Bagging the Past

CJN
Cleveland Jewish News: From the Bookshelf – Diary of the Dumped
August 15, 2014
How Do You Mend A Broken Heart?
August 21, 2014

August has been an interesting month. While there’s still nearly two weeks left before September’s autumn breezes whisper the change of seasons, this month has brought forth many transitions. And while an exciting Q4 awaits, propelling me into some familiar and some new territory, the past 18 days have also tested just how much I want to put the past behind me.

 

On a personal level, two different men, one from the near past and one from a very distant past, have used social media to get in contact with me. One I did connect with. One I blocked. I’ll let you figure out which one’s which. A third, who has known me for a decade and who has never really stopped communicating with me, has simply hid behind his social media account. For five years he’s flirted, insinuated, led and promised. But, really, all he’s done is talk. Cumulatively, these three men represent three very different stages of my life. Of my development. Of who I once was, from a scared young woman whose world came crashing to an adult who, 16 years later, shattered her own familiar universe in order to reinvent.

 

It’s all been part of getting to what’s real right now.

 

So when these men from the past, when they suddenly reach out, when they lead with one foot in, one foot out, when they perhaps think that maybe who I am today is the same insecure person I once was when they knew me, it hits me in all the wrong places. It’s as though the Universe is trying to ask, “How much of you has moved on? And what part of you is still the same you, because you will always be you?”

 

What I consciously know is that none of them, or any other man from my past, (excluding my dear guy friends, of course), has any room in my personal present. Not one. Not because they were bad guys. Well, some weren’t the best. But because it’s safe to say that the direction where I moved to today, a simpler, clearer and more honest life, with far less people in it, has only room for truth.  And the people who live honestly. With no secrets to hide. No tall stories to impress me with. No double lives, where their loyalties and priories lie elsewhere.

 

Over the travels of 2014, if there’s one thing I did learn it’s that I had to be my first priority. To the judgmental people no longer in my life, they’re probably thinking, “You mean she already wasn’t?” No, I wasn’t. When you’ve dated as much and as long as I have, it’s so easy to get lost in the shuffle of everyone’s else needs, demands and schedules. How many times did I move my own things around just so that some guy could fit me in between his intentionally compartmentalized life? And why I did it all stemmed from this place of broken.

 

Being whole and learning what that means hasn’t been without its challenges. And, in some ways, I’m back to living the life I was living before I left. I’m back in Lakewood. This fall, I’ll be teaching, again. And I’m continuing with my Career Coaching business and, of course, the writing.  What’s different is what or who I allow in.

 

I recently shared with a new and kind friend I made that when it comes to my apartment or my life, the only things and people that can get in are the ones I love. That’s it. And if that means that it’ll take a year to furnish this empty apartment, then so be it. And if it means a lot more evenings and weekends alone, then so be it, too. There’s no longer room for the cacophonous noise of distraction tricking me into extreme experiences that would make for yet another book about yet another failed relationship.

 

Back in April, when I was still in Austin, Texas, and still trying to make it work there, I had a critical phone call with a man in Cleveland. It’s someone I met last summer and after 6 months, we reconnected while I was in Dublin. He challenged to me to something. “Alex, I want you to write a love story.” My reply? “To write it, I have to live it.”

 

And live it and write it I will. But right now there’s too many characters. Too may plotlines. Too many twists and turns and flashbacks and cities and decades. This past month has been like a typical summer season of General Hospital. Except the men in my life never really died. They just hide in plain view on social media. Trying to pull me back in via the lingua franca they know that I know so well.

 

I do hope they all get on with their lives. I hope they leave me out of their plans. I hope they find whatever they’re looking for. And if they’re still looking for the woman who they knew then, they’ll be greatly disappointed.She’s gone.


### Work task
Give the count of lines in the entries below that contain the string "source", and only that count.
· · · · · · ·
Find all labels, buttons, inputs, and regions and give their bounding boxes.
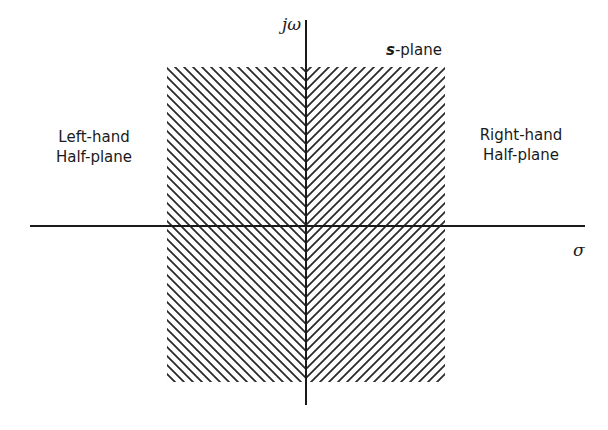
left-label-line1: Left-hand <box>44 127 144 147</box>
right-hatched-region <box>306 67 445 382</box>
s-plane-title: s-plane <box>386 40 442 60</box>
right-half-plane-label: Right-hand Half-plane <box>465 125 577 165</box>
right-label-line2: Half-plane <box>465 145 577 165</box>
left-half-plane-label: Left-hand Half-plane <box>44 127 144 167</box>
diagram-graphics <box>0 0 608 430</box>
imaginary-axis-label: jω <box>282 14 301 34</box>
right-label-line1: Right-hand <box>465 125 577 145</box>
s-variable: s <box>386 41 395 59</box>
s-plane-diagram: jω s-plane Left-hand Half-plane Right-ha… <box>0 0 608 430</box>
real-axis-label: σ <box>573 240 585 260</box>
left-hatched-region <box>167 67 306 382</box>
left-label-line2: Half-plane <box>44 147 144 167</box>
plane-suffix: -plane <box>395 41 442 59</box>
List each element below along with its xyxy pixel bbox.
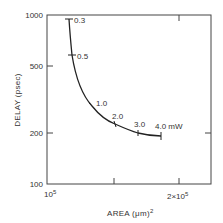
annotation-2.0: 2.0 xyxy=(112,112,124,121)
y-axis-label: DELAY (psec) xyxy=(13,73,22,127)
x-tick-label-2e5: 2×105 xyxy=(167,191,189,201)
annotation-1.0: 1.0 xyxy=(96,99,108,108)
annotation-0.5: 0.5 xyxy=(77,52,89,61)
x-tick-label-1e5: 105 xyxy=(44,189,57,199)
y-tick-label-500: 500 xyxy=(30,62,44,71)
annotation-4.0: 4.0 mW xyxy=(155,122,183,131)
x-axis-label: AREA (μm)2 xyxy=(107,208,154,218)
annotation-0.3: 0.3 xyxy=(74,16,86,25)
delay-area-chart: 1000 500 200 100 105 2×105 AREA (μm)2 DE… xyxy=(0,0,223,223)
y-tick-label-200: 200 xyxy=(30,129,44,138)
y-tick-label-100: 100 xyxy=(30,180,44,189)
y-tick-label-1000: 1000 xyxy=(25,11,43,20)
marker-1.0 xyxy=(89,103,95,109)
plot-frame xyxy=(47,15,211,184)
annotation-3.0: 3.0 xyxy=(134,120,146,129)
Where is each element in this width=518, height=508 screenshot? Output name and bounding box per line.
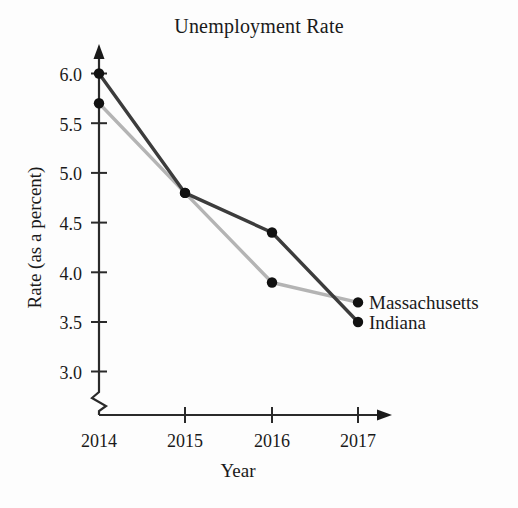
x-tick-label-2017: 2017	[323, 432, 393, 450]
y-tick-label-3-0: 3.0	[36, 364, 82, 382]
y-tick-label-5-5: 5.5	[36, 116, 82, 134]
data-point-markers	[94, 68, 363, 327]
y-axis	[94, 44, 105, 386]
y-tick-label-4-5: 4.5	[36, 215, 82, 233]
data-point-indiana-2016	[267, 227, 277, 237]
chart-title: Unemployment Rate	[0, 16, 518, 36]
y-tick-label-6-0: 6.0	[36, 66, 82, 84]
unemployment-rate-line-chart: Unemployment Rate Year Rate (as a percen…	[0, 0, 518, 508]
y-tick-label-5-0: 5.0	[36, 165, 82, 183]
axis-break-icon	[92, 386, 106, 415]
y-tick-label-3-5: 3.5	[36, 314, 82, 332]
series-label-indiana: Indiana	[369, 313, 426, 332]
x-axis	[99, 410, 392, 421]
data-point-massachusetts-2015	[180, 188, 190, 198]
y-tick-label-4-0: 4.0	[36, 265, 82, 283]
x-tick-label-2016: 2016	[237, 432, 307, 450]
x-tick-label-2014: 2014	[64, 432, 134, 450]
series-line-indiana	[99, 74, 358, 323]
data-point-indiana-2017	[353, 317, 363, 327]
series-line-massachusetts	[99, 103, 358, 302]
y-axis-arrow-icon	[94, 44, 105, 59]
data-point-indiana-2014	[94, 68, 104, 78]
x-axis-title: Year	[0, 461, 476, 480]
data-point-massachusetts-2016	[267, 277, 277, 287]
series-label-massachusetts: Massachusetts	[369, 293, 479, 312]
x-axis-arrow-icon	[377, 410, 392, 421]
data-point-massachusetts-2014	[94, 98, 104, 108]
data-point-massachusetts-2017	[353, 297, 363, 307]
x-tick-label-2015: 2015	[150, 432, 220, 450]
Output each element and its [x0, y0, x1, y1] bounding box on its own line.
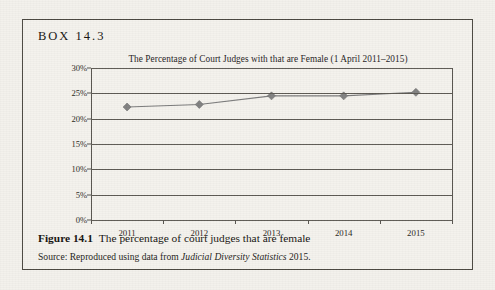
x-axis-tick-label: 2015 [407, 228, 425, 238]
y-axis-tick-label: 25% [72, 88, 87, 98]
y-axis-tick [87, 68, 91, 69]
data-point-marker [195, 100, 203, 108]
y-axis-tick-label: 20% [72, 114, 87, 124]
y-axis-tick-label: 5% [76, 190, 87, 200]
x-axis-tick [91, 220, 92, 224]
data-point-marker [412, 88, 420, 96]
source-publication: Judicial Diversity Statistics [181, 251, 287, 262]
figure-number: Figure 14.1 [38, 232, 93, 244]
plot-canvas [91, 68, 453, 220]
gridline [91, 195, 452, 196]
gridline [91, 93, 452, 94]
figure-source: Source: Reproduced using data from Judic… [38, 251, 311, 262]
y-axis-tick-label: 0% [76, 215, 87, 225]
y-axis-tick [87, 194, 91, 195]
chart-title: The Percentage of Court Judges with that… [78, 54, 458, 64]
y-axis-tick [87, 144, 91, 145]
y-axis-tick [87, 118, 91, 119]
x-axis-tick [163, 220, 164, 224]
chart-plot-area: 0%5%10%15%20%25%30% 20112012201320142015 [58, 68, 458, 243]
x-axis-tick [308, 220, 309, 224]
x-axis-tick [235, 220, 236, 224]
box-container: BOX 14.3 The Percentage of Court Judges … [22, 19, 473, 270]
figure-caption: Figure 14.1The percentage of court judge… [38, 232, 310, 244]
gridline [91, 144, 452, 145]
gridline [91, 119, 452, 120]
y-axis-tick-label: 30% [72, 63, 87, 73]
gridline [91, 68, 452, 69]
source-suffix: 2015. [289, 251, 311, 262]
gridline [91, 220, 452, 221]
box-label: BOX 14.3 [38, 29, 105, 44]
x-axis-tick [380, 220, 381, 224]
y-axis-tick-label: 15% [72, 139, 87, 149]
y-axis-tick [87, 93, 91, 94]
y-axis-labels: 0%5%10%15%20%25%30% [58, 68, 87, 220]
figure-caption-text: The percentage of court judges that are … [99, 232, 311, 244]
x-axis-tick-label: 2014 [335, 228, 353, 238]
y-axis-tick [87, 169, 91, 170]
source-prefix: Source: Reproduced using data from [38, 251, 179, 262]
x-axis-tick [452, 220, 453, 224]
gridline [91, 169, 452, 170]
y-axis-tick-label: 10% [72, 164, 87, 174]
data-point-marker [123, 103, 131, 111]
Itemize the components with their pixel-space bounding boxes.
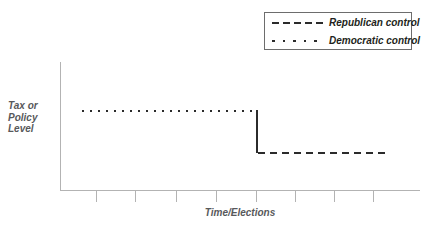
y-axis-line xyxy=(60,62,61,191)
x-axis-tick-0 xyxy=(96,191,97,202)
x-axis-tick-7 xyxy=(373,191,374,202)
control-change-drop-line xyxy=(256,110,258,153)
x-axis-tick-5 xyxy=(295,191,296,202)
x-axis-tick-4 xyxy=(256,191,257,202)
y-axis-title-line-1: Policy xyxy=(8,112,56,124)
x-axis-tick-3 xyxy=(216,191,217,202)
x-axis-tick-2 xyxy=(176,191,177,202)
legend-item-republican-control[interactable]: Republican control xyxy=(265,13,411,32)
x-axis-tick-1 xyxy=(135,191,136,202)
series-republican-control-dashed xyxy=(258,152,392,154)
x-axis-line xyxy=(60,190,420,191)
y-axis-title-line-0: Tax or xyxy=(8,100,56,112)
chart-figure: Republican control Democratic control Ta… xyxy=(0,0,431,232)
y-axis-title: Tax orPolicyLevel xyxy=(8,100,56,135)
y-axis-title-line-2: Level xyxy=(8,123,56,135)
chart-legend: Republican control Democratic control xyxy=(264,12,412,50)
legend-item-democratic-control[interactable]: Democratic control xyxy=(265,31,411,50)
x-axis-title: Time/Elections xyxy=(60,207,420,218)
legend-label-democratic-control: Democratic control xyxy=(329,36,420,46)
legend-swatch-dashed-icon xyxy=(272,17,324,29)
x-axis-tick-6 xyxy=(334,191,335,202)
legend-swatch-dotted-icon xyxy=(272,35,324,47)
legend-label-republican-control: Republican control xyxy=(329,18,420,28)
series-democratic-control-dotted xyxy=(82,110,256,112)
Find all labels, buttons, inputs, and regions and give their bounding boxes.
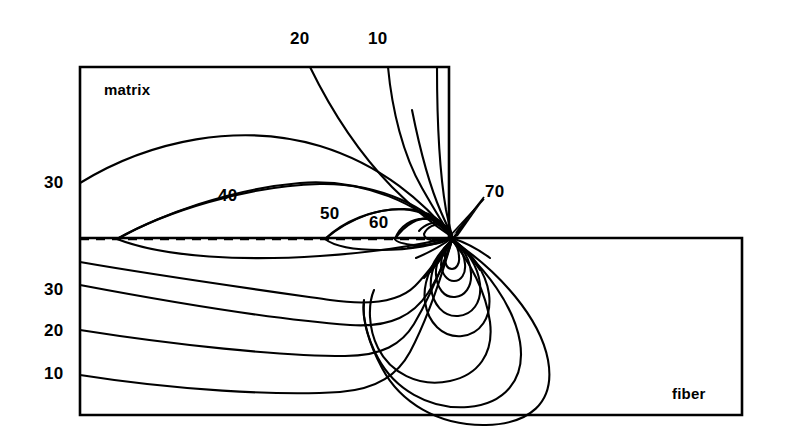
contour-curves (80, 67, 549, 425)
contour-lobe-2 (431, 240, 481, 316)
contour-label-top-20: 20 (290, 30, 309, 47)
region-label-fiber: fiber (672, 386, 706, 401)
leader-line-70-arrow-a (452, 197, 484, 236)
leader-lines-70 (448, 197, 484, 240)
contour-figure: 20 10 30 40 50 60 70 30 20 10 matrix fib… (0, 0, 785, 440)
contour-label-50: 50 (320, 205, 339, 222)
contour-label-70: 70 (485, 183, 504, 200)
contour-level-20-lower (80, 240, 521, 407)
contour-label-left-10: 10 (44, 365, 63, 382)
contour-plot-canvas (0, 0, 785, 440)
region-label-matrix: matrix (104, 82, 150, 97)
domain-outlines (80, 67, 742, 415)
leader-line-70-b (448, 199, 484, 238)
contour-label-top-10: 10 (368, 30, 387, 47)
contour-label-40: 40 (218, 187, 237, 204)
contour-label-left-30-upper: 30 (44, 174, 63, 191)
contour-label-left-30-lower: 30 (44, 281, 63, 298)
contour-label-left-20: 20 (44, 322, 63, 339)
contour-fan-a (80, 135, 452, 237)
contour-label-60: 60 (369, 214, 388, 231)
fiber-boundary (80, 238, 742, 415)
· · · · · · ·
### Exercise response
4